Character Analysis

Deadbeat Dad

We'll just say it: the romantic hero is always the least interesting character in a story. Give us Enjolras or Thénardier over lovesick Marius any time. Instead of being passionately fired up for revolution or being on the make to survive, Marius comes into this book for one main reason: to fall in love with Cosette.

But before he meets Cosette, the novel needs to provide him with a backstory, and what we learn is that Marius grew up never knowing his father because his rich grandfather despised the man and threatened to cut Marius out of the family inheritance if the dad didn't disappear. Over time, Marius comes to learn that his father was a war hero who always loved him and performed all kinds of heroic feats while fighting for the French army under Napoleon.

Okay, so it does start to get a little more interesting here. As Marius finds out more about this stuff, he feels that "The rehabilitation of his father led in the natural course of events to the rehabilitation of Napoleon; but this, it must be said, did not come easily to him" (3.3.6.12). In other words, Marius' increasing interest in his father makes him increasingly interested in everything his father fought for: namely, the spread of democracy and revolution.

Even after Marius gets himself kicked onto the street for defying his grandfather, he compares himself to his dad and thinks, "What were his own hardships and misfortunes, compared with the colonel's heroic life?" (3.5.3.6). Now, Marius uses his father's memory as a sort of North Star to guide him through life.

Love and Despair

Marius' biggest concern before meeting Cosette is the memory of his father and his conflict with his grandfather. Sounds snooze-worthy? It gets even more tedious when he meets Cosette's in a public garden and falls heads over heels in love with her: "What message was to be read in her eyes? Marius could not have said. Nothing and yet everything.

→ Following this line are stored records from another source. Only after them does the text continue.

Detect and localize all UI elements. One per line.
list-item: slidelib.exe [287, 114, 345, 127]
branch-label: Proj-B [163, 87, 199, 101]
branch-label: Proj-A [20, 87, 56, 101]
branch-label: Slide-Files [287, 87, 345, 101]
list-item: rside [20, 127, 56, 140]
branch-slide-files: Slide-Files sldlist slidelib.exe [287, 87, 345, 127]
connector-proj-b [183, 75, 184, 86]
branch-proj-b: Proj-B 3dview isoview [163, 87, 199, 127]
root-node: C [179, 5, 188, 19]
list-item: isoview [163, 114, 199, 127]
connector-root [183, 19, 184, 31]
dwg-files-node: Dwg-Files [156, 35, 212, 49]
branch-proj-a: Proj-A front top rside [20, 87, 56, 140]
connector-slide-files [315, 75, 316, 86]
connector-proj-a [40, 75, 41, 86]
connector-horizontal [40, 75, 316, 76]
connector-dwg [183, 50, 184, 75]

A spark had passed between them" (3.6.3.2). (We wish that spark would hit us, since we can't summon up much interest in this pair.)

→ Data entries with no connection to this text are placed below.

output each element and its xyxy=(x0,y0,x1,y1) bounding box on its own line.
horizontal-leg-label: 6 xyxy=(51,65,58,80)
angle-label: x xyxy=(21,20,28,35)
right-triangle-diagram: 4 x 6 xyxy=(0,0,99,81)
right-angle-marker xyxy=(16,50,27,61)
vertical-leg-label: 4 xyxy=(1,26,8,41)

And then, just to make things really eye-roll-worthy, Marius falls into cliché despair when Valjean pulls the disappearing act and Cosette seems lost forever: "He had ceased to be the hot-headed dreamer of dreams, the bold challenger of fate, the youthful builder of futures, his mind teeming with castles in the air. He was like a stray dog, plunged in black despair" (3.8.1.1). In other words, Marius has so little character that, without Cosette, he becomes a black hole of boring.

Luckily for him, if not for us, Marius and Cosette eventually find their way to one another and get married. And as far as we know, they live happily ever after.